In further anticipation of the meeting discussing “Midnight for Liberty,” here is historian Tom Woods on the meaning of Independence Day:
Independence Day is tomorrow, and I wonder how many people really get why it matters.
In school, we were told this: “No taxation without representation.”
Zzzzzzzz.
The real principles were more like the following.
(1) No legislation without representation.
The colonists insisted that they could be governed only by the colonial legislatures. This is the principle of self-government. This is what the War for Independence was all about: local self-government.
Yet today, when the Supreme Court says the federal government has no authority over a particular issue and that it is better decided at the state level, instead of being pleased that the decentralized American political order is once again being respected, tens of millions of Americans respond as if Frankenstein’s monster were roaming the land.
2) Contrary to the modern Western view of the state that it must be considered one and indivisible, the colonists believed that a smaller unit may withdraw from a larger one. Today we are supposed to consider this unthinkable.
(3) The colonists’ view of the (unwritten) British constitution was that Parliament could legislate only in those areas that had traditionally been within the purview of the British government. Customary practice was the test of constitutionality. The Parliament’s view, by contrast, was in effect that the will and act of Parliament sufficed to make its measures constitutional.
So the American colonists insisted on strict construction, if you will, while the British held to more of a “living, breathing” view of the Constitution. Sound familiar?
So let’s recap: local self-government, secession, and strict construction. Not exactly the themes you learned in school.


◆ **The task**
For the listing below, report all lines that hold the word "Unknown".

----

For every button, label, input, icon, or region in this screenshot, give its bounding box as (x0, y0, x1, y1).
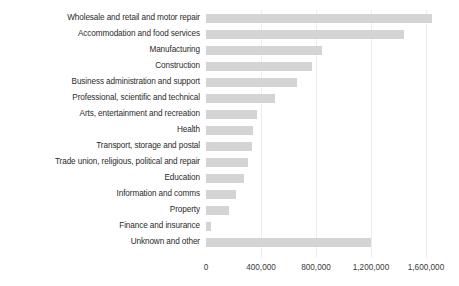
bar (206, 238, 371, 247)
bar-row: Construction (0, 58, 459, 74)
bar-row: Transport, storage and postal (0, 138, 459, 154)
bar-track (206, 110, 257, 119)
bar-row: Manufacturing (0, 42, 459, 58)
bar (206, 174, 244, 183)
bar-row: Wholesale and retail and motor repair (0, 10, 459, 26)
x-tick-label: 1,200,000 (353, 262, 389, 274)
bar-row: Accommodation and food services (0, 26, 459, 42)
bar (206, 14, 432, 23)
category-label: Unknown and other (0, 234, 200, 250)
x-tick-label: 1,600,000 (408, 262, 444, 274)
bar (206, 110, 257, 119)
bar-row: Health (0, 122, 459, 138)
bar (206, 206, 229, 215)
bar-track (206, 238, 371, 247)
bar (206, 62, 312, 71)
horizontal-bar-chart: Wholesale and retail and motor repairAcc… (0, 0, 459, 286)
category-label: Education (0, 170, 200, 186)
bar-track (206, 78, 297, 87)
category-label: Wholesale and retail and motor repair (0, 10, 200, 26)
bar-track (206, 190, 236, 199)
bar-rows: Wholesale and retail and motor repairAcc… (0, 10, 459, 250)
bar-track (206, 62, 312, 71)
bar (206, 46, 322, 55)
category-label: Transport, storage and postal (0, 138, 200, 154)
x-tick-label: 0 (204, 262, 209, 274)
bar-row: Arts, entertainment and recreation (0, 106, 459, 122)
x-tick-label: 800,000 (301, 262, 331, 274)
category-label: Professional, scientific and technical (0, 90, 200, 106)
bar (206, 94, 275, 103)
category-label: Business administration and support (0, 74, 200, 90)
bar-row: Professional, scientific and technical (0, 90, 459, 106)
bar-track (206, 222, 211, 231)
bar-track (206, 174, 244, 183)
x-axis-tick-labels: 0400,000800,0001,200,0001,600,000 (0, 262, 459, 276)
bar-track (206, 46, 322, 55)
bar-row: Unknown and other (0, 234, 459, 250)
bar-track (206, 142, 252, 151)
bar-track (206, 158, 248, 167)
bar (206, 222, 211, 231)
bar-track (206, 30, 404, 39)
bar (206, 30, 404, 39)
bar-row: Property (0, 202, 459, 218)
bar-track (206, 94, 275, 103)
category-label: Property (0, 202, 200, 218)
category-label: Accommodation and food services (0, 26, 200, 42)
category-label: Arts, entertainment and recreation (0, 106, 200, 122)
bar-row: Business administration and support (0, 74, 459, 90)
x-tick-label: 400,000 (246, 262, 276, 274)
bar (206, 142, 252, 151)
category-label: Trade union, religious, political and re… (0, 154, 200, 170)
bar-row: Trade union, religious, political and re… (0, 154, 459, 170)
bar-row: Finance and insurance (0, 218, 459, 234)
bar-track (206, 14, 432, 23)
bar (206, 126, 253, 135)
category-label: Manufacturing (0, 42, 200, 58)
bar-track (206, 126, 253, 135)
category-label: Finance and insurance (0, 218, 200, 234)
category-label: Information and comms (0, 186, 200, 202)
bar-row: Information and comms (0, 186, 459, 202)
bar (206, 190, 236, 199)
bar-row: Education (0, 170, 459, 186)
category-label: Construction (0, 58, 200, 74)
bar (206, 78, 297, 87)
bar (206, 158, 248, 167)
category-label: Health (0, 122, 200, 138)
bar-track (206, 206, 229, 215)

----

◆ **Output of the task**
category-label: Unknown and other (0, 234, 200, 250)
bar-row: Unknown and other (0, 234, 459, 250)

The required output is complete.